Lorain hosts forum to discuss drug abuse

The country’s drug abuse problem has plagued the American dream, but lives have been shattered at a local level and officials have seen enough.

Lorain County recorded 67 deaths related to opiates last year.

According to City Manager Eric Norenberg, four opiate-related overdoses in 2012 resulted in two deaths in Oberlin, where a forum was held at the public library April 8 to shed light on the county’s drug problem.

The panel featured area experts, including Lorain County Coroner Stephen Evans. A short film on prescription drug abuse among teens sponsored by Parents360 Rx was shown to the audience of about 40 attendees before Evans spoke.

“What you saw there is what we’re seeing every day in Lorain County,” Evans said following the film.

Evans said the county’s drug problem stems from more than heroin, which has gained a reputation in Lorain County. In fact, prescription drugs, which have the same effects as heroin, are the true culprit. Most local overdoses are from narcotic pills, including Vicodin, oxycontin and codeine.

“I call it heroin in pill form,” Evans said.

One to two people in Lorain County die each week from drug overdose, according to Evans, who said the drug problem no longer retains its urban stereotype.

“This is not the drug problem that we used to have,” Evans said. “Something new is happening.”

Addiction has branched outward, creeping into suburban areas, afflicting the middle-class. Even America’s quiet communities such as Oberlin have seen lives tarnished by narcotics.

“We’re right in the middle in the eye of storm of this drug problem,” Evans said.

In 2007, accidental drug overdoses surpassed motor vehicle crashes as the leading cause of accidental death in Ohio.

From 1999 to 2011, Ohio’s death rate because of unintentional drug overdoses increased 440 percent, driven largely by prescription drug overdoses, Evans said.

Drug abuse knows no socioeconomic demographic, nor does it know age or gender.

Evans said opiate-related deaths in 2014 have been split among men and women. On average, more drug users are aged 15-50, but Evans said he has seen overdoses in people as young as 2 and as old as a 70-year-old man who shared heroin with his grandson.

Blame for the country’s drug problem rests within different points, Evans said.

Prescription drugs have become more readily available to consumers compared to past decades. Evans said the amount of pain pills produced runs parallel to their number of consequential deaths.

“It’s a one-on-one relationship,” he said.

Fault lies everywhere from drug companies to the government, medical community and public, but Evans said it’s up to the public to combat the problem.

“The way to put a business out of business is to stop buying their product,” Evans said. “The problem is the genie is out of the bottle. It’s hard to get it back in the bottle.”

One step Lorain County has taken toward overcoming fatal overdoses is the Lorain County Drug Task Force’s use of narcan, an antidote to opiates, within its law enforcement squads.

County law enforcement agencies began using narcan in October 2013. Since then, 28 lives have been saved when narcan was administered to opiate overdose victims. Narcan’s success in Lorain County has generated recognition, including Ohio House Bill 170, which puts narcan in the hands of first responders statewide. Evans said narcan use is now going national.

“We’re proud of this,” Det. Gregg Mehling said of the Lorain County Drug Task Force.

He said more than 300 county law enforcement officers were trained to use narcan. Mehling said parents can help their children avoid narcan before it’s ever needed.

“Ask a child if they know where to go to get heroin or pills,” he said. “If that child says yes, you’ve got a child at risk.”

Drug abuse leads to other illegal operations, such as theft to fund addiction. While local law enforcement agencies have maintained a watchful eye on drug trafficking and abuse, Mehling said arrests won’t cure addiction.

“Can we arrest our way out of this problem?” he said. “Absolutely not.”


# INSTRUCTIONS TO FOLLOW
The first line of the data below and every line after it, through the one with "This screenshot has height=495, width=1017.", must be transcribed without change.

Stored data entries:
====================

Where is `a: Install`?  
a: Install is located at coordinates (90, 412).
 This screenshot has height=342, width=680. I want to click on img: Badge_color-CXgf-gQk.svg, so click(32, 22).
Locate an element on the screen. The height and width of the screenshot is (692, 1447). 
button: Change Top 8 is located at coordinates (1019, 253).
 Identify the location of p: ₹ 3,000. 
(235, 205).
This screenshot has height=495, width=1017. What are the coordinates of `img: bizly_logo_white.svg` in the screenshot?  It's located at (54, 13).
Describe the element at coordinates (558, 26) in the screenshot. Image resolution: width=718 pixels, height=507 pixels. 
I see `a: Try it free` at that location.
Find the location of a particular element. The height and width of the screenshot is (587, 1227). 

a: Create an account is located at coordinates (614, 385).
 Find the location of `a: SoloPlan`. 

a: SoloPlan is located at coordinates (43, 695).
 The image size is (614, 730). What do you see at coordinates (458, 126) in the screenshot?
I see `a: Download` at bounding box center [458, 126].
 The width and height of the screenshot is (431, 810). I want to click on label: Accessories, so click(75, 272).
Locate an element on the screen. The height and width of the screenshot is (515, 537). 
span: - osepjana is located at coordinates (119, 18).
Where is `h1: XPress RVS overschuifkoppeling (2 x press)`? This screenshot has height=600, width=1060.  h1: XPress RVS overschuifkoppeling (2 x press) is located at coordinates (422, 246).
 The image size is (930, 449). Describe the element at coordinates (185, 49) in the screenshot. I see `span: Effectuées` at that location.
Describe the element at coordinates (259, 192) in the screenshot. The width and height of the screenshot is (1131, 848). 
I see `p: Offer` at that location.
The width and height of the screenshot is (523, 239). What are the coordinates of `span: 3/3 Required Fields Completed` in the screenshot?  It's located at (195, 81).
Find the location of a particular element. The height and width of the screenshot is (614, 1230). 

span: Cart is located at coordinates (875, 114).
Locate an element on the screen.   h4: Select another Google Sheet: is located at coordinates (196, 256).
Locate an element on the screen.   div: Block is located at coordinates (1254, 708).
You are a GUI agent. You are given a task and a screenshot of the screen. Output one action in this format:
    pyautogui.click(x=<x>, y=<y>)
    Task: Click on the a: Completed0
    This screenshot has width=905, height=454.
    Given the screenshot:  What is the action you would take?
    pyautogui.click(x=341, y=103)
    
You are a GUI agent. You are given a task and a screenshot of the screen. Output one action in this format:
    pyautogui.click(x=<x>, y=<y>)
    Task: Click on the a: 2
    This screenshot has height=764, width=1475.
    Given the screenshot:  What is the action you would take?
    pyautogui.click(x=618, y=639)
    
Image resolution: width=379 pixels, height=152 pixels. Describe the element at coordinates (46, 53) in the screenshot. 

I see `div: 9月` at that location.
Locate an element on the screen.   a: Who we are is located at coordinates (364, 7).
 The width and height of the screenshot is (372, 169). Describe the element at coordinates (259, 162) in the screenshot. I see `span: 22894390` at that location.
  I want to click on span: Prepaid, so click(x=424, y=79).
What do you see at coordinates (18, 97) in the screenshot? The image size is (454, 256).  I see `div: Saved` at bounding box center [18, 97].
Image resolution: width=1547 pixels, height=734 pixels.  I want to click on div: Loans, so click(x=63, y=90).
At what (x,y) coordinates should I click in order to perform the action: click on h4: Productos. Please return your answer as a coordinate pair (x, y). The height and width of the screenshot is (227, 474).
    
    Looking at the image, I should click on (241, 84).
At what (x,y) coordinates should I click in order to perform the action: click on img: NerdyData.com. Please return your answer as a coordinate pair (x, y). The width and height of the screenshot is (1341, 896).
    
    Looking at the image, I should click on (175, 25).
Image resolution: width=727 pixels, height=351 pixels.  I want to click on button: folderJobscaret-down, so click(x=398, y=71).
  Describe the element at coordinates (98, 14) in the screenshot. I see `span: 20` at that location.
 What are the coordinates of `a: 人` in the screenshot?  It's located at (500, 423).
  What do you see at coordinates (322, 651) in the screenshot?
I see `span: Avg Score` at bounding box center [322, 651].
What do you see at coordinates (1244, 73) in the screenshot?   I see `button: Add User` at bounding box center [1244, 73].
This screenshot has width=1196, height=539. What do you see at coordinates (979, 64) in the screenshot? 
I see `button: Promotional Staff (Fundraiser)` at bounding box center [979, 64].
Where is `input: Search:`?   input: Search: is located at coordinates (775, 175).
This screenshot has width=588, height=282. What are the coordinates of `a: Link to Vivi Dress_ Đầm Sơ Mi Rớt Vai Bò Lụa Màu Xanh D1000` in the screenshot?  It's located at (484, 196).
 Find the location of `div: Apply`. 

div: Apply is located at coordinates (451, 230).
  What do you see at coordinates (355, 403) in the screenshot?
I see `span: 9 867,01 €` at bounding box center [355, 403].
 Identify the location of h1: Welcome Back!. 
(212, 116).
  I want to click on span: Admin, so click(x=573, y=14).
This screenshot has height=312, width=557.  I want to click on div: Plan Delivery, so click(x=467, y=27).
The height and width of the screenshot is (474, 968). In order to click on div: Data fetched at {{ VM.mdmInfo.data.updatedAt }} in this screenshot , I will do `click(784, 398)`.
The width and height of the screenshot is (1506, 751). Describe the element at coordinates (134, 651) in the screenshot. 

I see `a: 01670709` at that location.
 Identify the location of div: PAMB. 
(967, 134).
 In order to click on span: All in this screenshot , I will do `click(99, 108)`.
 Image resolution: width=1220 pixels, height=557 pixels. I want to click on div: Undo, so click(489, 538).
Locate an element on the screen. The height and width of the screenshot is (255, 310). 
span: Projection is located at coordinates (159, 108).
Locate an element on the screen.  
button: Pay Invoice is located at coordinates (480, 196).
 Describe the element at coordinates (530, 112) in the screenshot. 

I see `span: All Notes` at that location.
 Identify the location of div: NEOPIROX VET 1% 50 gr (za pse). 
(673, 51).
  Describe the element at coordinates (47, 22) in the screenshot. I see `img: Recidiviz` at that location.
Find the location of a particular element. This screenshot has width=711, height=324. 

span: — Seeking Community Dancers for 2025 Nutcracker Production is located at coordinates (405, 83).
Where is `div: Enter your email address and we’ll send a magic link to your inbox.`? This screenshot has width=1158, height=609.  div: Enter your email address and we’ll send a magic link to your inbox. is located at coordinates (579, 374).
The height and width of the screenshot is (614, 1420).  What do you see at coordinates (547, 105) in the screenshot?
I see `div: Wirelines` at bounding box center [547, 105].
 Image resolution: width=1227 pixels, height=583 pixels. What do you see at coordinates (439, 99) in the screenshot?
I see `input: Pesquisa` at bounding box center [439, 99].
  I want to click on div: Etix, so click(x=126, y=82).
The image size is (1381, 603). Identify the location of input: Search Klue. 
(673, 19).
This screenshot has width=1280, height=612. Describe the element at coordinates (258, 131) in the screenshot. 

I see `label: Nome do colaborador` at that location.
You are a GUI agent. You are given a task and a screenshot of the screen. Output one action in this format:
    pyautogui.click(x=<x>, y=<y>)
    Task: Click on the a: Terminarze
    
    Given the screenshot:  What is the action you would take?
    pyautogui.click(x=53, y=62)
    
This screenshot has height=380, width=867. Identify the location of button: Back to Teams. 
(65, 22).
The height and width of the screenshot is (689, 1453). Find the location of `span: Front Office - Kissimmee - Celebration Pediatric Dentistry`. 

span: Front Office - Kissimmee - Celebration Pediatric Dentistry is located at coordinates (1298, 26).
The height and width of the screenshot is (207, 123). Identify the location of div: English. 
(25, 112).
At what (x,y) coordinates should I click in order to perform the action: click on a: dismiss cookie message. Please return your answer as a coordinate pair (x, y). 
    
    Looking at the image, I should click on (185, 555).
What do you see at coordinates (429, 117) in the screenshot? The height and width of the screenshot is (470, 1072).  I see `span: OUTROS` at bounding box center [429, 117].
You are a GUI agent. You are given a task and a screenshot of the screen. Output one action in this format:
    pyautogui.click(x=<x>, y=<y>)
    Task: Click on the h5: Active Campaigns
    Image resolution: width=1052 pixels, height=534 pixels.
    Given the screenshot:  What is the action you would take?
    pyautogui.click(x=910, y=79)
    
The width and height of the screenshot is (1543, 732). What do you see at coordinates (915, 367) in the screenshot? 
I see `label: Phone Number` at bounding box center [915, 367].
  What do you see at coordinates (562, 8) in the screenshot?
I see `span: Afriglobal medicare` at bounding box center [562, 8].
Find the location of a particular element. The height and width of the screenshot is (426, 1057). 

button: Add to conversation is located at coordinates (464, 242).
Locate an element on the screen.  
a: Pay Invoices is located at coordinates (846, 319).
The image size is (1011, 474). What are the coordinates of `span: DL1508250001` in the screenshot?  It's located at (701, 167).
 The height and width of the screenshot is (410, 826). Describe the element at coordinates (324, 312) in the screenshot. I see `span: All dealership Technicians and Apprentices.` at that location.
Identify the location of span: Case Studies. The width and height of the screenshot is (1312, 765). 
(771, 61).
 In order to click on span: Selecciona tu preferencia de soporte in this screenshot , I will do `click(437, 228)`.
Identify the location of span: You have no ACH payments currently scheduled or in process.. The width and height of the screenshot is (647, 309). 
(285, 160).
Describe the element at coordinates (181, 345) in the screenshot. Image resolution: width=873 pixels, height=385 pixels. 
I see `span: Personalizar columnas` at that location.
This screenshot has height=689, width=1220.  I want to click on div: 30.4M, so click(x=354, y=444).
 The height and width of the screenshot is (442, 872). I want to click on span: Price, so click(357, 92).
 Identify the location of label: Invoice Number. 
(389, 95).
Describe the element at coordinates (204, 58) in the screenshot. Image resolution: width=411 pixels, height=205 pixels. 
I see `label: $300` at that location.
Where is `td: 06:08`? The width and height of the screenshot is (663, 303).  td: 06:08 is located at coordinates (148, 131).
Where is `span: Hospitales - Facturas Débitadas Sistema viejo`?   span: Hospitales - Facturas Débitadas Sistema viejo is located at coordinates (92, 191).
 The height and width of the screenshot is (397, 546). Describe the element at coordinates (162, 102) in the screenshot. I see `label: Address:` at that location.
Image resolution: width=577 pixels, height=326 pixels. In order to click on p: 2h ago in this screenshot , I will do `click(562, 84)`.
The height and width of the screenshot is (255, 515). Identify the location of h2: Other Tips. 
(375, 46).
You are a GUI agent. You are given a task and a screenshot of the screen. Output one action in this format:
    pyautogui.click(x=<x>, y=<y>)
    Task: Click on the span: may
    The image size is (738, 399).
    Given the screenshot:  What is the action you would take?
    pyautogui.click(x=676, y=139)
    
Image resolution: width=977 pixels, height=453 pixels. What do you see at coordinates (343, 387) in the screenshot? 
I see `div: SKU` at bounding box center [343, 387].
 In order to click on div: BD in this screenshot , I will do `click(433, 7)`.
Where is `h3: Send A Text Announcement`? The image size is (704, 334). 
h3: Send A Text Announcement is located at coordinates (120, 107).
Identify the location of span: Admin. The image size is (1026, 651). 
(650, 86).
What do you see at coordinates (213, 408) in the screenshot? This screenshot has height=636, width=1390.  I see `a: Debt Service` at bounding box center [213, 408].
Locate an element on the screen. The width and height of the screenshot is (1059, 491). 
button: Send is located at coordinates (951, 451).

====================

# RESULT BELOW
Where is `a: Install`?  
a: Install is located at coordinates (90, 412).
 This screenshot has height=342, width=680. I want to click on img: Badge_color-CXgf-gQk.svg, so click(32, 22).
Locate an element on the screen. The height and width of the screenshot is (692, 1447). 
button: Change Top 8 is located at coordinates (1019, 253).
 Identify the location of p: ₹ 3,000. 
(235, 205).
This screenshot has height=495, width=1017. What are the coordinates of `img: bizly_logo_white.svg` in the screenshot?  It's located at (54, 13).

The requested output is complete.